She tilts her head, studying me. I stare back, letting her see the granite edge I present to the world. Most people flinch. Betas look away. Omegas usually scent my aggression and submit.
Star just smiles. “You’re scowling.”
“I’m always scowling.”
“Good to know.” She stretches, catlike, and my fists clench at my sides. I want to touch her. Want to drag her back under me and spend the next week proving she’s mine. “So… what now?”
The question is a dangling noose.
I don’t have an answer. I have obligations. A contract I signed in ink and boardroom silence, a future that doesn’t have room for honeysuckle and heat. It means less than nothing to me. It would mean everything to Star... If she knew.
“Now?” I scrape a hand over my stubbled jaw. “Now we get dressed. I have a meeting, work… I need to…”
Lies. There’s nothing on my calendar I can’t clear. But I need space, distance, air that doesn’t smell like honeysuckle, and bonding.
Her expression flickers—hurt, maybe, but she covers it fast. Too fast. That sunshine dims, and I hate myself.
“Oh. Right. Of course.” She stands, unsteady on her feet, and I move before my brain catches up. My hands catch her waist, steadying her. She’s so small compared to me. Delicate in a way that makes my protective instinct snarl and snap at its cage.

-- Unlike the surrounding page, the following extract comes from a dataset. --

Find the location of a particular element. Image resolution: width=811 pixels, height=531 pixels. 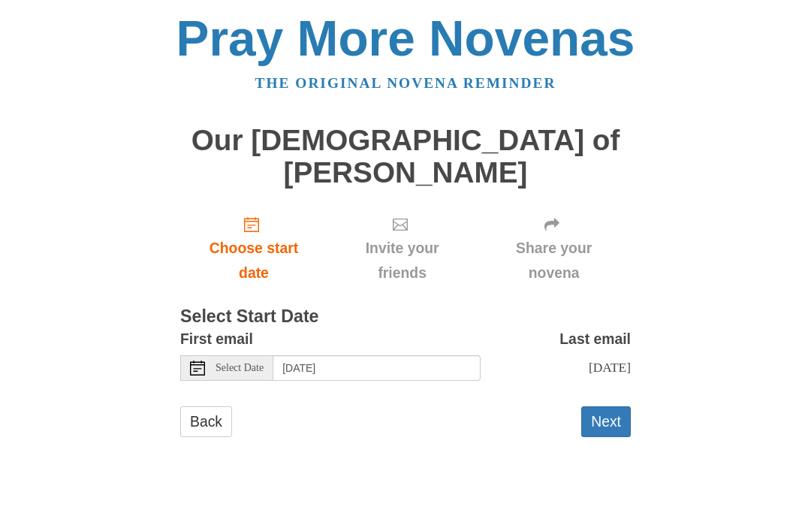

a: The original novena reminder is located at coordinates (405, 83).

She looks up at me, fingers resting on my forearms. “I always wondered,” she says softly, “what it would be like. To be mated. To feel… complete.”
My blood ices.
“Star—”
“It’s okay.” She cuts me off, pressing a hand to my chest. Right over my heart, which is hammering like I’m in a fight. “I know it’s sudden. I know we’re strangers. But I felt it, Liam. The bond. It’s there.” Her thumb strokes my skin, gentle. Soothing. The way I’d calm a spooked animal. “I always hoped my alpha would be… well, someone like you.”
Someone like me. A lying bastard with obligations that don’t include her.

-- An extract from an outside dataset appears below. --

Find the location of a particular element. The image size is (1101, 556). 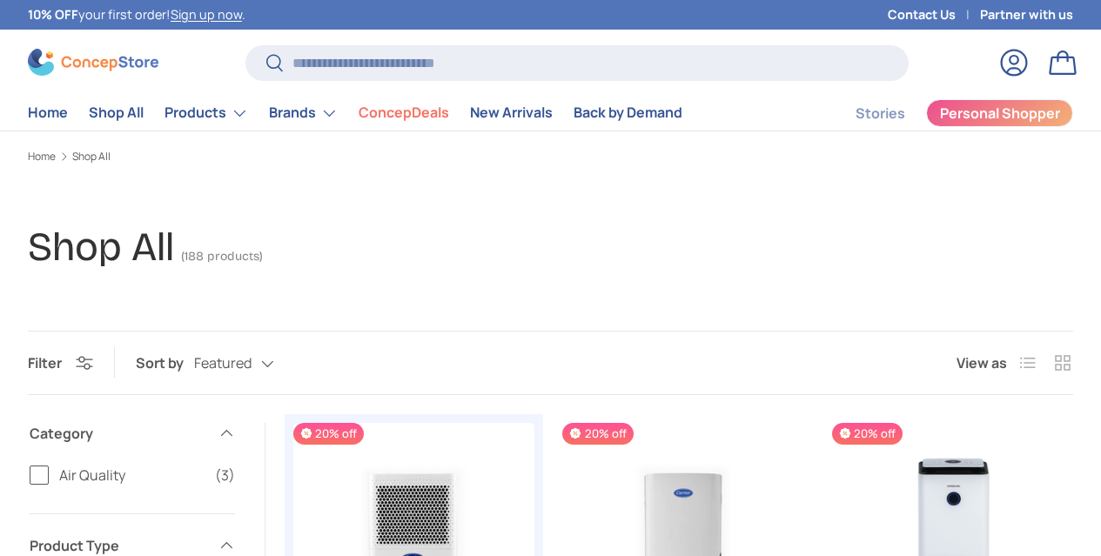

nav: Primary is located at coordinates (355, 113).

The words stick in my throat. I should tell her. Should rip this bandage off now, let her hate me before she’s in too deep. But her scent is wrapping around me, sweet and hopeful, and my father’s hollow eyes flash behind my lids.
I just want the smell of her.
I’m a coward.
“Don’t,” I manage, voice like gravel.
“Don’t what?”
“Don’t pin your hopes on me, Starlight.” The nickname slips out, unplanned. Her eyes brighten at it, and I want to punch the wall. “I’m not the alpha you think I am.”
She studies me for a long moment, head cocked. Then she nods, slow. “Okay.” She steps closer, and my hands tighten on her hips, gripping when I should be releasing. “But you’re my alpha. Whether you like it or not.”
I like. I like it.The bond screams. The challenge in her voice snaps the last thread of my control. I growl—an actual, rumbling growl that vibrates from my chest—and spin her around. Her hands slap against the wall, palms flat, and I press against her back. “You don’t know what you’re asking.”
“Then show me.”
I’m inside her before the words fade. She’s wet, ready, and the heat of her clasp shorts out my brain. My thrusts are deep, deliberate, each one marking territory I have no right to claim.She meets me, push for push, her moans a symphony that drowns out the voice screaming liar, liar, liar in my head.
When the knot swells, locking us together, she throws her head back against my shoulder. “Mine,” she whispers like a brand. “Mine, mine, mine.”
I bury my face in her neck, breathing in the scent that’s already rewriting my DNA, but I don’t say it back.
I can’t.
Because I’ve been claimed already. And the contract sitting in my desk drawer—that sterile, loveless agreement—it’s a rope tightening with every breath she takes against my skin.
The knot finally relents, and I pull out with a slick sound that makes her shiver. She stays beneath me, breathing hard, her thighs trembling. I should step away. Should put distance between us before this thing crusts over into something permanent. Instead, I turn her gently, my hands on her waist again as if they’ve found their favorite place in the world. Her eyes are glazed, pupils blown wide from the hormones and aftermath. She looks up at me, and the trust is so blinding it burns.